Edward Morgan Forster was born in London in 1879. His father, an architect, died when Forster was very young, and he was raised by his mother and a great aunt. A bright student, Forster attended Cambridge University, from which he graduated in 1901. He spent much of the next decade traveling and living abroad. Many of his observations and experiences from this time were later revived in his fiction, most notably A Room with a View (1908), which chronicles the experiences of a group of English people vacationing in Italy, and A Passage to India (1924), which focuses on the racial misunderstandings and cultural hypocrisies that characterized the complex interactions between the Indians and the English toward the end of the British occupation of India.
 
In 1910, Forster achieved his first major literary success with Howards End, considered by many critics to be his greatest novel.
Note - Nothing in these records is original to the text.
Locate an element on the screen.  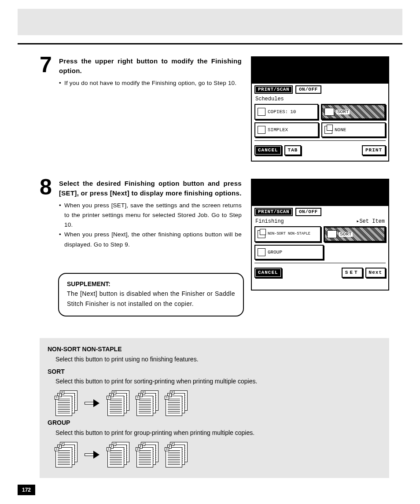
lcd-subtitle: Schedules is located at coordinates (320, 99).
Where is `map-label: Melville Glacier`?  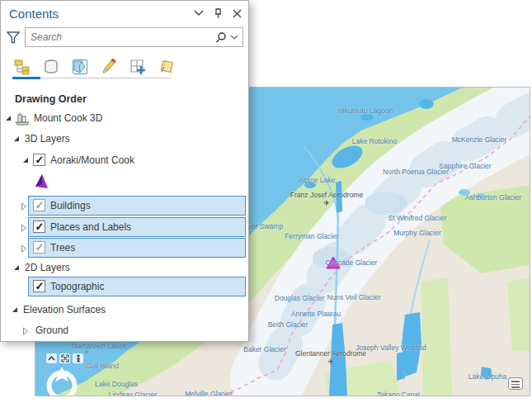 map-label: Melville Glacier is located at coordinates (209, 393).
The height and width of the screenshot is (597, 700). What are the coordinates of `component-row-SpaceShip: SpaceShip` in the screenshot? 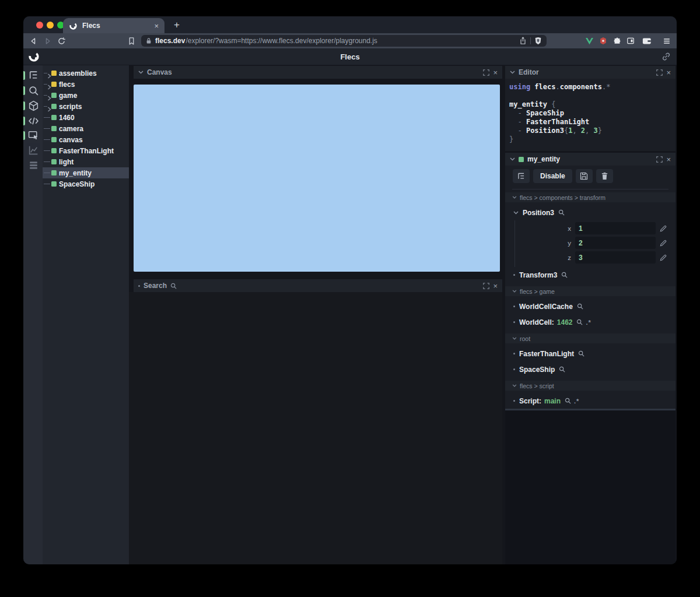 It's located at (590, 370).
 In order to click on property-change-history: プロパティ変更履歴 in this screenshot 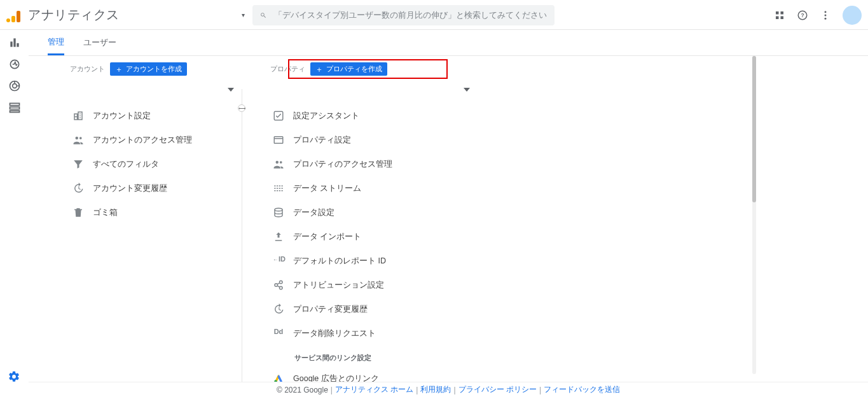, I will do `click(374, 309)`.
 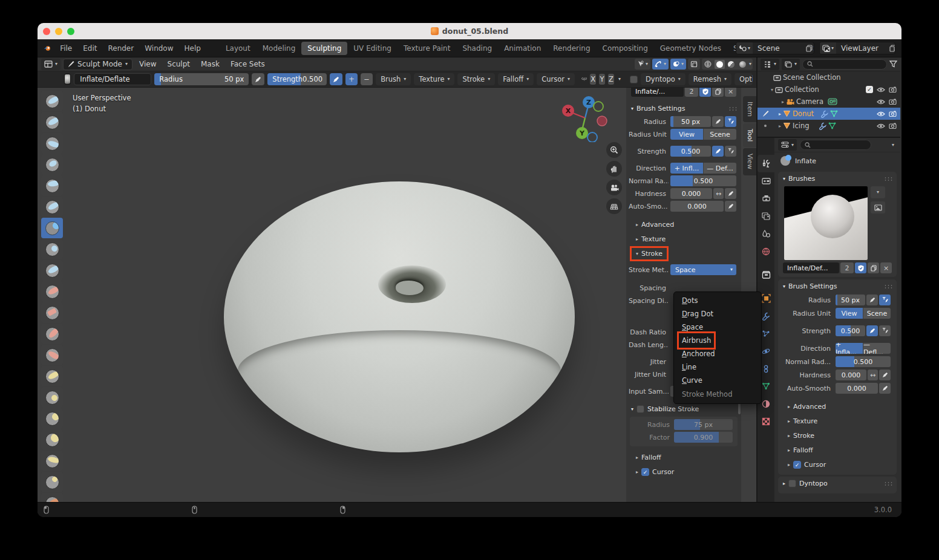 What do you see at coordinates (811, 268) in the screenshot?
I see `brush-name-input: Inflate/Def...` at bounding box center [811, 268].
A symbolic exploration of the social, economic, and philosophical forces at work in England in the years before World War I, Howards End uses three families (the Schlegels, the Wilcoxes, and the Basts) to explore the competing idealism and materialism of the upper classes, and to explore the belittling effects of poverty on the human soul. A deft treatment of a large theme, Howards End won widespread acclaim upon its original publication, and established Forster as one of England's most important writers--a reputation he would hold for the rest of his life, though after 1924 he lived for 46 years and never wrote another novel.
 
Forster's style is marked by his sympathy for his characters, his ability to see more than one side of a single story, and his fondness for simple, symbolic stories that neatly encapsulate large-scale problems and conditions. These tendencies are all evident in Howards End, which also features a highly nuanced exploration of gender relations in the post-Victorian era.
 
After completing A Passage to India, Forster's output decreased, and he mostly contented himself with writing critical essays. In 1946, he accepted a fellowship at Cambridge University; he remained in Cambridge until his death in 1970.